§ Work to be completed
Below are records; print only the lines from the line containing "This screenshot has" to the end, both included, reproduced exactly and without the pictures.
-------- Input data
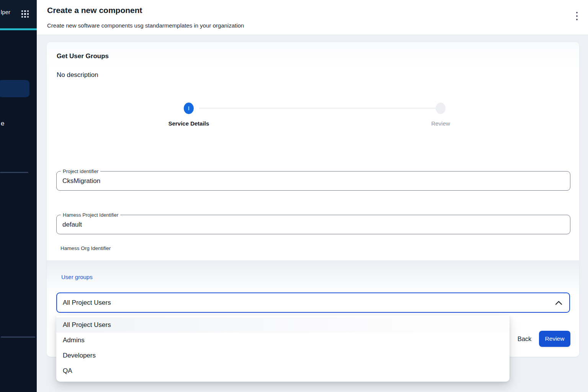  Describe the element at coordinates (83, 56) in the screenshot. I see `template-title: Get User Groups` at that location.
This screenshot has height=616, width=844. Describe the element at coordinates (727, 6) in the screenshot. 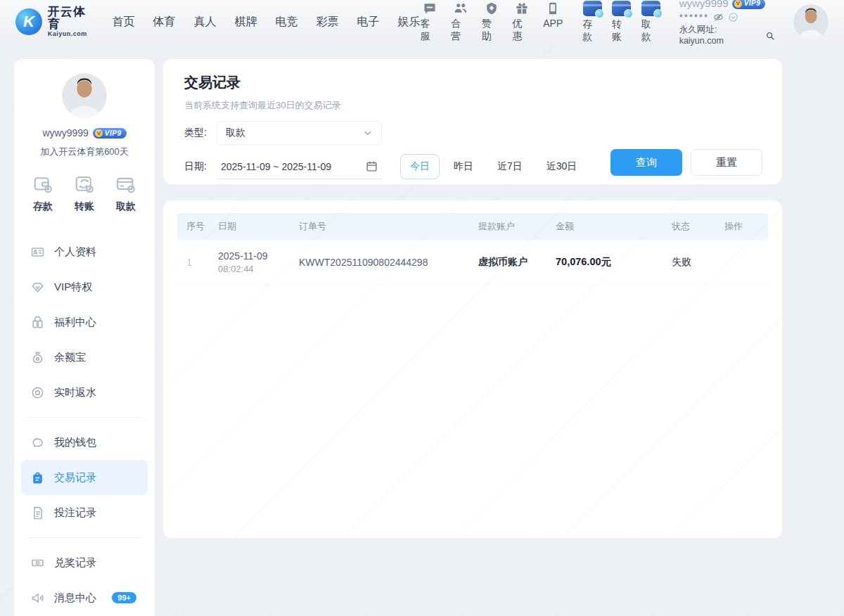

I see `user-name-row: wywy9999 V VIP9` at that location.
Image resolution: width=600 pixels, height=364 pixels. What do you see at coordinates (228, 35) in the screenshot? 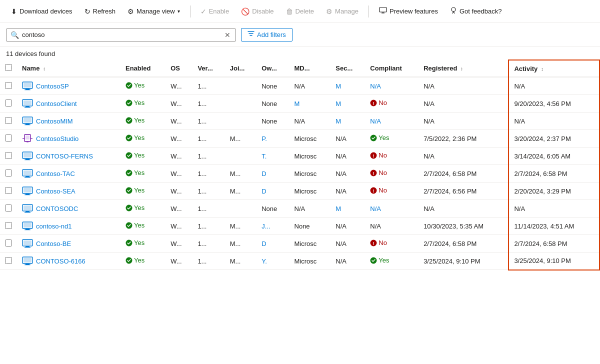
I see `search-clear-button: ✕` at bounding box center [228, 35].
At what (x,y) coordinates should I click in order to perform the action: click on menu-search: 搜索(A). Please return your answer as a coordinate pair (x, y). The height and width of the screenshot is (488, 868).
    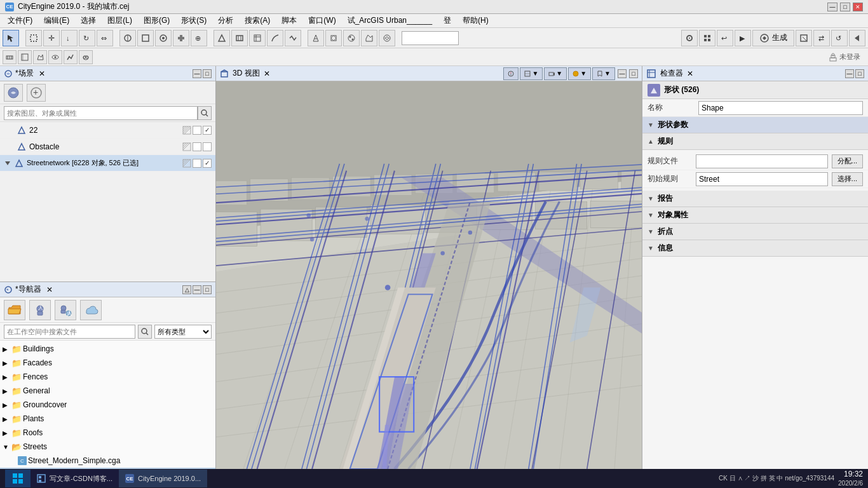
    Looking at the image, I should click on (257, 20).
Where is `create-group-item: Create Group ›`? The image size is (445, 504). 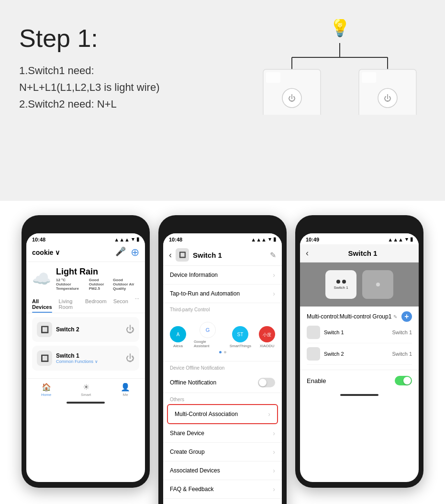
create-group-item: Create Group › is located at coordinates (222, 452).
----------------
§ Your solution
This screenshot has height=616, width=844. Describe the element at coordinates (727, 6) in the screenshot. 

I see `user-name-row: wywy9999 V VIP9` at that location.
Image resolution: width=600 pixels, height=364 pixels. What do you see at coordinates (228, 35) in the screenshot? 
I see `search-clear-button: ✕` at bounding box center [228, 35].
At what (x,y) coordinates should I click in order to perform the action: click on menu-search: 搜索(A). Please return your answer as a coordinate pair (x, y). The height and width of the screenshot is (488, 868).
    Looking at the image, I should click on (257, 20).
Where is `create-group-item: Create Group ›`? The image size is (445, 504). 
create-group-item: Create Group › is located at coordinates (222, 452).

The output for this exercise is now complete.